RFM Analysis Part 2: Data Prep
Welcome back to my series on Recency Frequency Monetary (RFM) analysis. In part 1, I shared some background about RFM analysis and showed you how to create the calculated fields in Tableau Desktop. But, after doing that, we ran into a problem. The calculated fields are complex, including both LODs and nested table calcs, which adds complexity, severely limits their usage, and impacts performance, while also creating several Order of Operations challenges. I concluded with my opinion that this method simply is not sustainable. The table calculations create too many limitations which will limit our ability to visualize this data and do so in a way that is performant. The solution to this problem is to push all of these calculations to the data layer, creating simple row-level data fields we can use instead of complex calculations.
In this post, I’ll share Python code
and Tableau Prep flows that perform the RFM scoring segmentation. I’ll also
share some alternative scoring methods that I think work better than the 1-5
scoring method shared in the first post.
Process
The idea here is relatively simple. Here
are the steps we’ll take:
1.
Read
a csv file of donations. Expected fields are:
·
Donor
ID
·
Donor
Segment
·
Donor
Full Name
·
Donor
Country
·
Donor
State
·
Donor
City
·
Donor
Zip
·
Gift
ID
·
Gift
Date
·
Gift
Amount
·
Channel
·
Campaign
Name
·
Fund/Designation
·
Gift
Type
2.
Enrich
the data, by calculating:
·
Last
Gift Date
·
Days
Since Last Gift
·
Total
Gifts
·
Total
Amount
3.
Perform
the Quintile calculations to get Recency, Frequency, and Monetary scores for
each donor (using similar logic to the calcs performed in Tableau Desktop in
part 1).
4.
Create
the combined score by concatenating R, F, and M scores.
5.
Label
each donor with descriptive text based on scores.
6.
Output
a file containing all the original fields plus:
·
Last
Gift
·
Days
Since Last Gift
·
Recency
Score
·
Total
Gifts
·
Frequency
Score
·
Total
Amount
·
Monetary
Score
·
RFM
Score
·
RFM
Segment
I’ve written Python code and a Tableau Prep flow and shared them
on Github. Feel free to take these and customize them to your needs.

Visualization Issues
With this nice clean data set, we no
longer have any of the issues we encountered in part 1. But we do quickly run
into some other potential issues. One thing I want to do with this data is show
all of the donors in a single plot allowing you to compare one donor with the
rest, kind of like this:

In this chart, the vertical position
doesn’t matter—it’s just using a jitter technique so that you can more clearly
see each dot. What really matters is the horizontal position, which shows the
score. And, because every donor is shown, we get an idea of the density and
distribution of scores and can easily compare the selected donor to all others.
But, remember that our current
scoring methodology assigns values 1-5 for each of the three metrics. So, when
we visualize one of the metrics, we see something more like this:

This is okay, but since there are
only 5 scores, it lacks quantitative nuance. And visualizing the overall score
is worse:

While this looks like a number, it’s
not quantitative data, but categorical data. For instance, the score 455 is
numerically less than 544, but 455 is probably a better score. So, we simply
cannot visualize the overall score in a quantitative manner.
Alternative Methodology
In order to create a bit more nuance
and ensure we can visualize this data in a quantitative way, I prefer an
alternative scoring method. Instead of binned 1-5 scores and a concatenated
overall score, we will:
1.
Score
each metric with a decimal value of 1-10 (no binning).
2.
Average
the scores to create an overall score of 1-10.
Since we are using decimal values, we
are not binning the scores into 10 values. This provides much more nuance. And
the combined average scoring will allow us to compare the data quantitatively.

You can find my modified Python code and Tableau Prep flow on Github.

Up Next
With this new scoring method, I’m
feeling pretty good about our ability to visualize this data, so in the next
and final post in this series, that’s what we’re going to do. I’ll share with
you the questions I would ask when analyzing this information, some of the key
charts I created, and a full dashboard that allows you to do a deep dive into
your donors and their RFM scores.
Thanks for reading and please be sure
to come back once part 3 is ready to go. If you have any questions, feel free
to drop them in the comments section below.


### ACTIVITY
An exact copy of the data is required; the images should not appear in it.

==== INPUT DATA ====

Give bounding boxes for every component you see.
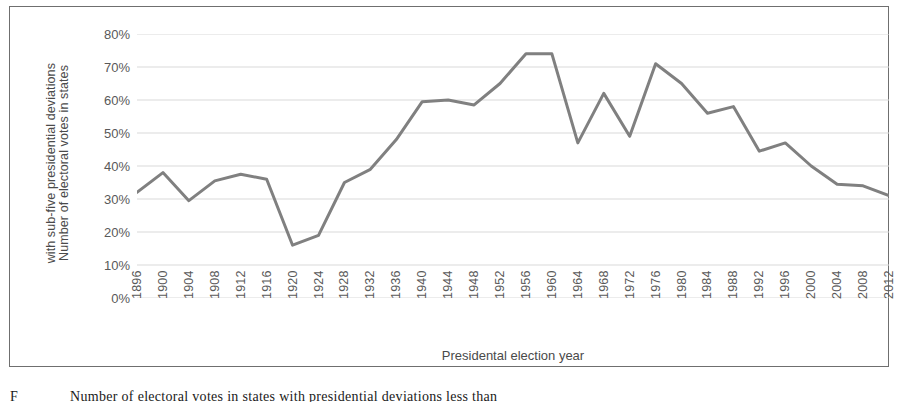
x-tick-1988: 1988 bbox=[726, 270, 740, 299]
y-axis-tick-labels: 0%10%20%30%40%50%60%70%80% bbox=[88, 7, 134, 402]
y-tick-50%: 50% bbox=[104, 126, 130, 141]
caption-text: Number of electoral votes in states with… bbox=[70, 389, 497, 402]
x-tick-1972: 1972 bbox=[623, 270, 637, 299]
x-tick-1936: 1936 bbox=[389, 270, 403, 299]
x-tick-1948: 1948 bbox=[467, 270, 481, 299]
line-chart-svg bbox=[137, 34, 889, 298]
y-tick-0%: 0% bbox=[111, 291, 130, 306]
x-tick-2000: 2000 bbox=[804, 270, 818, 299]
x-tick-1896: 1896 bbox=[130, 270, 144, 299]
x-tick-1964: 1964 bbox=[571, 270, 585, 299]
x-tick-1920: 1920 bbox=[286, 270, 300, 299]
y-tick-60%: 60% bbox=[104, 93, 130, 108]
y-tick-20%: 20% bbox=[104, 225, 130, 240]
x-axis-tick-labels: 1896190019041908191219161920192419281932… bbox=[137, 299, 889, 347]
y-tick-70%: 70% bbox=[104, 60, 130, 75]
x-tick-1980: 1980 bbox=[675, 270, 689, 299]
x-tick-1952: 1952 bbox=[493, 270, 507, 299]
x-tick-1984: 1984 bbox=[700, 270, 714, 299]
y-tick-10%: 10% bbox=[104, 258, 130, 273]
x-axis-title: Presidental election year bbox=[137, 348, 889, 363]
x-tick-2004: 2004 bbox=[830, 270, 844, 299]
x-tick-1928: 1928 bbox=[337, 270, 351, 299]
figure-caption: FNumber of electoral votes in states wit… bbox=[10, 389, 890, 402]
x-tick-1940: 1940 bbox=[415, 270, 429, 299]
figure: with sub-five presidential deviations Nu… bbox=[0, 0, 899, 402]
x-tick-1944: 1944 bbox=[441, 270, 455, 299]
y-tick-30%: 30% bbox=[104, 192, 130, 207]
x-tick-1904: 1904 bbox=[182, 270, 196, 299]
x-tick-1992: 1992 bbox=[752, 270, 766, 299]
y-tick-40%: 40% bbox=[104, 159, 130, 174]
x-tick-2012: 2012 bbox=[882, 270, 896, 299]
x-tick-1976: 1976 bbox=[649, 270, 663, 299]
x-tick-1924: 1924 bbox=[312, 270, 326, 299]
x-tick-1932: 1932 bbox=[363, 270, 377, 299]
x-tick-1956: 1956 bbox=[519, 270, 533, 299]
x-tick-1912: 1912 bbox=[234, 270, 248, 299]
x-tick-2008: 2008 bbox=[856, 270, 870, 299]
x-tick-1968: 1968 bbox=[597, 270, 611, 299]
chart-frame: with sub-five presidential deviations Nu… bbox=[9, 6, 889, 367]
x-tick-1908: 1908 bbox=[208, 270, 222, 299]
y-tick-80%: 80% bbox=[104, 27, 130, 42]
x-tick-1996: 1996 bbox=[778, 270, 792, 299]
x-tick-1900: 1900 bbox=[156, 270, 170, 299]
caption-prefix: F bbox=[10, 389, 18, 402]
plot-area bbox=[137, 34, 889, 298]
series-line-0 bbox=[137, 54, 889, 245]
data-series-group bbox=[137, 54, 889, 245]
y-axis-title-line-1: Number of electoral votes in states bbox=[58, 65, 71, 261]
gridlines bbox=[137, 34, 889, 298]
y-axis-title-line-2: with sub-five presidential deviations bbox=[45, 63, 58, 263]
x-tick-1916: 1916 bbox=[260, 270, 274, 299]
y-axis-title: with sub-five presidential deviations Nu… bbox=[28, 13, 88, 313]
x-tick-1960: 1960 bbox=[545, 270, 559, 299]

====

### YOUR RESPONSE
Give bounding boxes for every component you see.
x-tick-1988: 1988 bbox=[726, 270, 740, 299]
y-axis-tick-labels: 0%10%20%30%40%50%60%70%80% bbox=[88, 7, 134, 402]
y-tick-50%: 50% bbox=[104, 126, 130, 141]
caption-text: Number of electoral votes in states with… bbox=[70, 389, 497, 402]
x-tick-1972: 1972 bbox=[623, 270, 637, 299]
x-tick-1936: 1936 bbox=[389, 270, 403, 299]
x-tick-1948: 1948 bbox=[467, 270, 481, 299]
line-chart-svg bbox=[137, 34, 889, 298]
y-tick-0%: 0% bbox=[111, 291, 130, 306]
x-tick-2000: 2000 bbox=[804, 270, 818, 299]
x-tick-1896: 1896 bbox=[130, 270, 144, 299]
x-tick-1964: 1964 bbox=[571, 270, 585, 299]
x-tick-1920: 1920 bbox=[286, 270, 300, 299]
y-tick-60%: 60% bbox=[104, 93, 130, 108]
y-tick-20%: 20% bbox=[104, 225, 130, 240]
x-axis-tick-labels: 1896190019041908191219161920192419281932… bbox=[137, 299, 889, 347]
y-tick-70%: 70% bbox=[104, 60, 130, 75]
x-tick-1980: 1980 bbox=[675, 270, 689, 299]
x-tick-1952: 1952 bbox=[493, 270, 507, 299]
x-tick-1984: 1984 bbox=[700, 270, 714, 299]
y-tick-10%: 10% bbox=[104, 258, 130, 273]
x-axis-title: Presidental election year bbox=[137, 348, 889, 363]
x-tick-2004: 2004 bbox=[830, 270, 844, 299]
x-tick-1928: 1928 bbox=[337, 270, 351, 299]
figure-caption: FNumber of electoral votes in states wit… bbox=[10, 389, 890, 402]
x-tick-1940: 1940 bbox=[415, 270, 429, 299]
figure: with sub-five presidential deviations Nu… bbox=[0, 0, 899, 402]
x-tick-1944: 1944 bbox=[441, 270, 455, 299]
y-tick-30%: 30% bbox=[104, 192, 130, 207]
x-tick-1904: 1904 bbox=[182, 270, 196, 299]
x-tick-1992: 1992 bbox=[752, 270, 766, 299]
y-tick-40%: 40% bbox=[104, 159, 130, 174]
x-tick-2012: 2012 bbox=[882, 270, 896, 299]
x-tick-1976: 1976 bbox=[649, 270, 663, 299]
x-tick-1924: 1924 bbox=[312, 270, 326, 299]
x-tick-1932: 1932 bbox=[363, 270, 377, 299]
x-tick-1956: 1956 bbox=[519, 270, 533, 299]
x-tick-1912: 1912 bbox=[234, 270, 248, 299]
x-tick-2008: 2008 bbox=[856, 270, 870, 299]
x-tick-1968: 1968 bbox=[597, 270, 611, 299]
chart-frame: with sub-five presidential deviations Nu… bbox=[9, 6, 889, 367]
x-tick-1908: 1908 bbox=[208, 270, 222, 299]
y-tick-80%: 80% bbox=[104, 27, 130, 42]
x-tick-1996: 1996 bbox=[778, 270, 792, 299]
x-tick-1900: 1900 bbox=[156, 270, 170, 299]
caption-prefix: F bbox=[10, 389, 18, 402]
plot-area bbox=[137, 34, 889, 298]
series-line-0 bbox=[137, 54, 889, 245]
data-series-group bbox=[137, 54, 889, 245]
y-axis-title-line-1: Number of electoral votes in states bbox=[58, 65, 71, 261]
gridlines bbox=[137, 34, 889, 298]
y-axis-title-line-2: with sub-five presidential deviations bbox=[45, 63, 58, 263]
x-tick-1916: 1916 bbox=[260, 270, 274, 299]
y-axis-title: with sub-five presidential deviations Nu… bbox=[28, 13, 88, 313]
x-tick-1960: 1960 bbox=[545, 270, 559, 299]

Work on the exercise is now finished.